Israel awarded Volodymyr and Pavlina Stolyarchuk the honorary title of the Righteous Among the Nations
The village of Makhnivka in the Vinnytsia region was a populous Jewish village before the Holocaust.
According to the census of 1897, out of 5,343 residents of Makhnivka there were 2,149 Orthodox Christians, 759 Roman Catholics, and 2,435 Jews. Here in the late nineteenth century the Hasidic dynasty of the same name was born. Today Makhniv Hasidim live in Bnei Brak in Israel.
By the beginning of the Nazi occupation in July 1941 there were about 800 Jews in the village. Almost all of them were shot on September 9, 1941 in the nearby Zhezhelevo Forest.
Maria Milman and her son Mykhailo may have been the only ones among the Makhniv Jews who managed to survive in September 1941. They also were marching in the column to be shot. What saved them was that three-year-old Misha (Mykhailo) addressed his mother in Ukrainian. The guard heard it and took them out of the column.
However, the salvation was still only temporary. Sooner or later the Jewish origin of the Milmans would have come to light. If not for the help of Pavlina and Vladimir (Volodymyr) Stolyarchuk who lived in the same village. They hid the Jews in their home, and made documents for them in a couple of months, by which the Milmans became Ukrainians with the surname the Kovalenkos.
The State of Israel awarded Volodymyr and Pavlina Stolyarchuk the honorary title of the Righteous Among the Nations for saving the Milman family.
Israeli Ambassador to Ukraine Michael Brodsky presented the medal and the certificate of the Yad Vashem — The World Holocaust Remembrance Center to Alina Zinchenko, the great-granddaughter of the Righteous.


> _Your instructions_: Whenever the string "will" turns up in a line of the data below, copy that line.

Recorded data:
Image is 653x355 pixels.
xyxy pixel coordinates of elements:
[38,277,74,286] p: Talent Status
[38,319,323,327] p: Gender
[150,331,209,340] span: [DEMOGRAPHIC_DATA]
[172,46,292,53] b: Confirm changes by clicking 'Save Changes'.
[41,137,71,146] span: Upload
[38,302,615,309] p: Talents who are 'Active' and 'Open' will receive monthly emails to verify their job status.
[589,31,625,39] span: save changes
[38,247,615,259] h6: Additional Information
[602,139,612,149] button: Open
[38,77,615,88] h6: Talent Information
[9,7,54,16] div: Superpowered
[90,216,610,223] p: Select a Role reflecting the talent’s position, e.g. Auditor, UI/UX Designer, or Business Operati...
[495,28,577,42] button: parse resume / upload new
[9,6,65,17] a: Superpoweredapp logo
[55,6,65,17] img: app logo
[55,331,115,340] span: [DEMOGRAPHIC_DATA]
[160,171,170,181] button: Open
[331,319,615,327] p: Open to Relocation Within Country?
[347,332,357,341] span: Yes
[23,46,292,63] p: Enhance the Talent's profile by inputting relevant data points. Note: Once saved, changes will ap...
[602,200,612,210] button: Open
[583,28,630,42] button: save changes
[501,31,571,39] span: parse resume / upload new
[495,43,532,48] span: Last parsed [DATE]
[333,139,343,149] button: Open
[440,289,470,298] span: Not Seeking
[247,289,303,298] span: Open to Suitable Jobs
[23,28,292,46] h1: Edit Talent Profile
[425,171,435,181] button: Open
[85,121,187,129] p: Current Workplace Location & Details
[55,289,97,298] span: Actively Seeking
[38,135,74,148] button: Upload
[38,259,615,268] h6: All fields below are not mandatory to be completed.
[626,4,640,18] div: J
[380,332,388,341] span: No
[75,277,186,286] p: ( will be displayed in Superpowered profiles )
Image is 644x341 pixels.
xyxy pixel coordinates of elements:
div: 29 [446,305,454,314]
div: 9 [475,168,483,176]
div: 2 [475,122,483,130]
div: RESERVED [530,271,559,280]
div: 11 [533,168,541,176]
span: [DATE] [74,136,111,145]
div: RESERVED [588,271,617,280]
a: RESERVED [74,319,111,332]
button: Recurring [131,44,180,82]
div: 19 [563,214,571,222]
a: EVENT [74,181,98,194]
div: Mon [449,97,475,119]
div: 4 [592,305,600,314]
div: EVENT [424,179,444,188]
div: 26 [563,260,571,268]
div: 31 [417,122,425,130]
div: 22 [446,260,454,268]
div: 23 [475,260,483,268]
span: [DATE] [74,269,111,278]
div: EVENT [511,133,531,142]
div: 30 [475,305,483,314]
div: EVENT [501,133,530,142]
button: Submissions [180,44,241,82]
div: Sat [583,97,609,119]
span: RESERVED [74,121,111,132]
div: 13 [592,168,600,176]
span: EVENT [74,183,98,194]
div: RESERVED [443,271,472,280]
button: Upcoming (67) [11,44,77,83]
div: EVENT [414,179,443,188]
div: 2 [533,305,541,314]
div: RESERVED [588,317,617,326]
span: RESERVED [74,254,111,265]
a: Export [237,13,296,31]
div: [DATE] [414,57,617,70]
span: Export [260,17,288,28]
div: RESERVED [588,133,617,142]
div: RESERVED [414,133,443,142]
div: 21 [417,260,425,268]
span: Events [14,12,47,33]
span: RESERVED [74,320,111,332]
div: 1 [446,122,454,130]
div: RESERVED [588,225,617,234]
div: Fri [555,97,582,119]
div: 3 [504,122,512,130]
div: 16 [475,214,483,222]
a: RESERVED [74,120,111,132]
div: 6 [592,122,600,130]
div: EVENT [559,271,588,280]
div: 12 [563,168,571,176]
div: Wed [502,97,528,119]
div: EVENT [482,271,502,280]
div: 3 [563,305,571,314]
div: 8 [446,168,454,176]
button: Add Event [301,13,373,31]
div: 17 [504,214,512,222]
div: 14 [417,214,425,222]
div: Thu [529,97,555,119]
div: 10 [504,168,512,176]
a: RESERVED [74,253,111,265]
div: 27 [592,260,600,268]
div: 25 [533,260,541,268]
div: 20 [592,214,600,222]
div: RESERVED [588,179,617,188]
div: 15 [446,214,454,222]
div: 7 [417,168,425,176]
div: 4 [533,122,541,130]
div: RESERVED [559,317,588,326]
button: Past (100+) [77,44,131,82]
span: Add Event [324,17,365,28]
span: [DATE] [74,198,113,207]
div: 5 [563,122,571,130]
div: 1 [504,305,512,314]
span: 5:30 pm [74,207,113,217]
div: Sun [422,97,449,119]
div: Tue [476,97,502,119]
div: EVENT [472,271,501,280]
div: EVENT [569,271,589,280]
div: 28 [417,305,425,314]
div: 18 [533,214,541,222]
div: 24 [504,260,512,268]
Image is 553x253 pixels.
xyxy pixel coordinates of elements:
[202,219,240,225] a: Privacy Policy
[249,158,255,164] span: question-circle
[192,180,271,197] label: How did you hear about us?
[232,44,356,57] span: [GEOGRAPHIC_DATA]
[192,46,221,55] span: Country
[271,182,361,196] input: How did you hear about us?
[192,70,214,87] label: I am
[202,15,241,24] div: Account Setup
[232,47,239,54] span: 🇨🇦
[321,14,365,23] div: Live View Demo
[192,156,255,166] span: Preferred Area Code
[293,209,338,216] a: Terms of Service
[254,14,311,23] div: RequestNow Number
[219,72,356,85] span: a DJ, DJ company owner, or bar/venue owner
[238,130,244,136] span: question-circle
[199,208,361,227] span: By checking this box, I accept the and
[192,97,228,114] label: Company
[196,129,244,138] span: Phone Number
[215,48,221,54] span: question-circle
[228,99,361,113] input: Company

> _Response_:
[38,302,615,309] p: Talents who are 'Active' and 'Open' will receive monthly emails to verify their job status.
[23,46,292,63] p: Enhance the Talent's profile by inputting relevant data points. Note: Once saved, changes will ap...
[75,277,186,286] p: ( will be displayed in Superpowered profiles )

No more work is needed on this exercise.